What to know : Asset managers at the Ondo Summit said the next phase of investing will be “wallet-native,” with most financial assets held and managed in tokenized digital wallets. Panelists from Franklin Templeton, Fidelity, State Street and WisdomTree agreed that tokenization infrastructure is now real, but said the main challenge is building utility, trust and education rather than the technology itself. They argued that tokenized funds could improve liquidity and collateral management and predicted that, like early ETFs, successful tokenized products will be adopted because they work better, not because investors seek them out by name.
New York —The next evolution of asset management will be “wallet-native,” not just digital, according to Franklin Templeton's head of innovation, Sandy Kaul.
Speaking at the Ondo Summit in New York on Tuesday, Kaul said she envisions a future where all financial assets — stocks, bonds, funds, and more — are held and managed through tokenized digital wallets.
“The totality of people’s assets is going to be represented in these wallets,” she said.
The panel, which included Cynthia Lo Bessette of Fidelity, Kim Hochfeld of State Street, and Will Peck of WisdomTree, agreed that tokenization is no longer a theoretical concept. After years of slow progress, real infrastructure is now in place, and use cases are expanding beyond early experiments. But panelists also cautioned that building utility and trust is now the industry’s biggest challenge.
“The idea of bringing an asset and representing it onchain with a token is the easiest part,” said Lo Bessette, head of digital asset management at Fidelity. “The hardest part is building the ecosystem for utility.”
Despite recent growth, adoption remains early. Hochfeld, State Street’s global head of digital and cash, said much of the current work is focused on internal and client education.
“We’re not yet seeing a rush to the door,” Hochfeld said. “We’ve got to experiment… and see what works.”
That includes explaining tokenization’s systemic benefits. Hochfeld pointed to the 2022 UK mini-budget crisis, when traditional fund redemptions created a liquidity spiral. She argued tokenized funds could have served as instant collateral, easing the disruption.
“Here’s your perfect use case,” she said. “It suits money fund managers, collateral pledgers, regulators — everyone.”
Will Peck of WisdomTree said client interest is growing, particularly from crypto-native firms managing stablecoin treasuries or seeking yield-bearing assets that stay on-chain. He compared today’s tokenization wave to the launch of exchange-traded funds (ETFs) 30 years ago.
“No one at the time was like, ‘I want an ETF,’” Peck said. “The ETF just worked better.”
That same pattern may now apply to tokenized products. With new “universal liquidity layers” forming on blockchain rails, asset managers are preparing for a future of seamless, global access, and hyper-personalized portfolios.
“You’re not even going to notice it,” said Kaul. “It’s going to be so seamless and smooth.”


### About this exercise
Copy each line of the records below that mentions the word "grid".

Figure content listings
[Start of section]

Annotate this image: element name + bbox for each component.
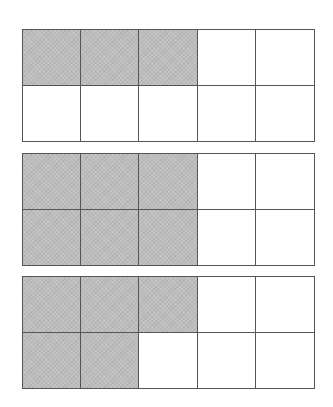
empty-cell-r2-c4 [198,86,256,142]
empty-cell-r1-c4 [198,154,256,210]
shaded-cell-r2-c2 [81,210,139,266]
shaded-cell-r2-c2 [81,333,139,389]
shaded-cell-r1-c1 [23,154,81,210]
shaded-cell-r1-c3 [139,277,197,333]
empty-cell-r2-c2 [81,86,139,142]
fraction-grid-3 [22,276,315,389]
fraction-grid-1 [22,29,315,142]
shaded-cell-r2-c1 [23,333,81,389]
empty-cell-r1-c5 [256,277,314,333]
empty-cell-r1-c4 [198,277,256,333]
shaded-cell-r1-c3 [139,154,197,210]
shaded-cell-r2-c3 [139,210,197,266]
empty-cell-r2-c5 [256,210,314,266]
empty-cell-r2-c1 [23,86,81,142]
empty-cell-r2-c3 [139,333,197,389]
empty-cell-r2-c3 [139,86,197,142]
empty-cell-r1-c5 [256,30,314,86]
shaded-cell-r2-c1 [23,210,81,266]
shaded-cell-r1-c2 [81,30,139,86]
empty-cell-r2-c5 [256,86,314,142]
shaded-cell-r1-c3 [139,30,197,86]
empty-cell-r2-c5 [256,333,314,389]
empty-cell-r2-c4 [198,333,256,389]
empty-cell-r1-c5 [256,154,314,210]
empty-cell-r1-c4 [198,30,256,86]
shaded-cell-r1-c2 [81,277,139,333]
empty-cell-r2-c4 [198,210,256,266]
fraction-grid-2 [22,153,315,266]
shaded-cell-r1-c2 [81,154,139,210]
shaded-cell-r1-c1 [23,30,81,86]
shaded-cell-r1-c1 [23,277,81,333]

[End of section]
[Start of section]

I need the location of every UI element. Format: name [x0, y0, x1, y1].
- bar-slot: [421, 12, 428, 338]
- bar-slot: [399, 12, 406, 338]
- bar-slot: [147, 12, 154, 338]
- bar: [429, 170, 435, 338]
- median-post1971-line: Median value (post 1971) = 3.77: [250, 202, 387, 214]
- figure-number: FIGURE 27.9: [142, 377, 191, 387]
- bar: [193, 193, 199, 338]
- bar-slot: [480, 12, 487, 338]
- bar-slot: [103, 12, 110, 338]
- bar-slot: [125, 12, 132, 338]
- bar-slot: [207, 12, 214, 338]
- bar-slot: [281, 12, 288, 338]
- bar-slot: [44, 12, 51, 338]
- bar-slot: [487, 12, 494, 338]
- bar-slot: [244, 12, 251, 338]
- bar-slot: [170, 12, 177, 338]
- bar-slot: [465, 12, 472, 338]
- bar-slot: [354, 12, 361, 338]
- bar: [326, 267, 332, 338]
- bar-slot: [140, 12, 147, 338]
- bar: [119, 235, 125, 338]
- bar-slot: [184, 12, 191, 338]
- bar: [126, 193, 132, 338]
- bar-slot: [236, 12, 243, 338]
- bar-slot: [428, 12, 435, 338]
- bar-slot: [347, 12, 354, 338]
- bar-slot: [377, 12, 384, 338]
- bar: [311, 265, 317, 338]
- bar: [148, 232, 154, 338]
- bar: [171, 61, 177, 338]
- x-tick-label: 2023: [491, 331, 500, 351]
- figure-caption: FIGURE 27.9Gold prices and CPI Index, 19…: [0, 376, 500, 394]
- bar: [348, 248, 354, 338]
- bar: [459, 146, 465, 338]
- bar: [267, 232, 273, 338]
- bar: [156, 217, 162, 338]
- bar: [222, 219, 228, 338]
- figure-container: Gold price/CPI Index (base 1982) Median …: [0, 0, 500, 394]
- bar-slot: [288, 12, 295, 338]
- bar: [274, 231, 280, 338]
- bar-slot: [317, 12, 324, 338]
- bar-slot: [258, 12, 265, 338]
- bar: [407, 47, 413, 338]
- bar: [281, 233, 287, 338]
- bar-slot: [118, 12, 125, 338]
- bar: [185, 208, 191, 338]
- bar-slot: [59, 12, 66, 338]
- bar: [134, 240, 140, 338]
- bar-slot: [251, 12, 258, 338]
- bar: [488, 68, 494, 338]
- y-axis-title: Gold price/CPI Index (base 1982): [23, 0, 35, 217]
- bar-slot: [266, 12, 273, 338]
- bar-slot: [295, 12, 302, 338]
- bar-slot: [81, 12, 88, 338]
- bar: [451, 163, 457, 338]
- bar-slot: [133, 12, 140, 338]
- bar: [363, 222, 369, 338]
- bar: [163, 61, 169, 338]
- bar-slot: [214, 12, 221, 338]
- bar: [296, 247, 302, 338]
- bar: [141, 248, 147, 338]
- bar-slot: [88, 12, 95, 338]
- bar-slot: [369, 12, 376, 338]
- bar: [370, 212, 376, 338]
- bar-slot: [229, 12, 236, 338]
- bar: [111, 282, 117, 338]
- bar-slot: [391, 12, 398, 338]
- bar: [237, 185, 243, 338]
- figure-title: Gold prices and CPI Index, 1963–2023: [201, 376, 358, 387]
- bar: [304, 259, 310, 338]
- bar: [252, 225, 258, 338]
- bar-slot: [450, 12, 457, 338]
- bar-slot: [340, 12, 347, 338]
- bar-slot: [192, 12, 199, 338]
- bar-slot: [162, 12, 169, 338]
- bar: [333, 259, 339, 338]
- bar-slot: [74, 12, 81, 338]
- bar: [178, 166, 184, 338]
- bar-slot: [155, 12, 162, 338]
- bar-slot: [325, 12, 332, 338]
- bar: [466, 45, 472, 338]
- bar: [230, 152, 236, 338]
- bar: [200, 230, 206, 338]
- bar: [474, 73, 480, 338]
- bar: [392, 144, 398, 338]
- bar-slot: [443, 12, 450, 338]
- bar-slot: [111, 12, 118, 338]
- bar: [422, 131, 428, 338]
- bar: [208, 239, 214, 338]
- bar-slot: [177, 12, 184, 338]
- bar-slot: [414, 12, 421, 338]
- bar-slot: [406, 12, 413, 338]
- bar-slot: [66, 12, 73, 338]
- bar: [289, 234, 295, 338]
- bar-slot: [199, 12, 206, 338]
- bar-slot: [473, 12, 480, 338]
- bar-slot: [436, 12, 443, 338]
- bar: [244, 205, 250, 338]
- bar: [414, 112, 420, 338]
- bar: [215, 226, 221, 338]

[End of section]
[Start of section]

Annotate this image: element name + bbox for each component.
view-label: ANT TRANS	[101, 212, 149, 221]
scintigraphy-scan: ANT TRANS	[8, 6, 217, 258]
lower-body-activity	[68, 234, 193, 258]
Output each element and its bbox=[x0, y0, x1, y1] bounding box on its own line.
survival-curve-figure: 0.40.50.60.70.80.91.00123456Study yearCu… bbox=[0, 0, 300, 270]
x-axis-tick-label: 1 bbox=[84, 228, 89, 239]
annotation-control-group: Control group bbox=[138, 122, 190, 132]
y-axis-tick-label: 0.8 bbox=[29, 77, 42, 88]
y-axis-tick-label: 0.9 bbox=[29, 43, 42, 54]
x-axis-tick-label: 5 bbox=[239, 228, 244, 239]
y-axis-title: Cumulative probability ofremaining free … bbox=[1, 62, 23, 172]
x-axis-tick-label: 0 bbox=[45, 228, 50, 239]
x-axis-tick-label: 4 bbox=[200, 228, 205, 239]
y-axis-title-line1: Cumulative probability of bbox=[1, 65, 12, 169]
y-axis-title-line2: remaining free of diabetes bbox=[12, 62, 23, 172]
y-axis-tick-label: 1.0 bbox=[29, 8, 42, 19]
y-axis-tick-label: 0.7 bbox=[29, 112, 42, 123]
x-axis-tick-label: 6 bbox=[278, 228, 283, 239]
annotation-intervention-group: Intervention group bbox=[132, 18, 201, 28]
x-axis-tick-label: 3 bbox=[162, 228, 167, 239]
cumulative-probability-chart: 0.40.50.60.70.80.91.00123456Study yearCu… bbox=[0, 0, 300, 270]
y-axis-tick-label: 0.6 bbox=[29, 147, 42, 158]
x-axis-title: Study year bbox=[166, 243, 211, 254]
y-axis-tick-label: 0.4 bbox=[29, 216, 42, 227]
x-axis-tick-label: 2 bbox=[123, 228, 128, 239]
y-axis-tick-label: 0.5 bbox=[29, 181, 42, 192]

[End of section]

### Answer to this problem
fraction-grid-3 [22,276,315,389]
fraction-grid-1 [22,29,315,142]
fraction-grid-2 [22,153,315,266]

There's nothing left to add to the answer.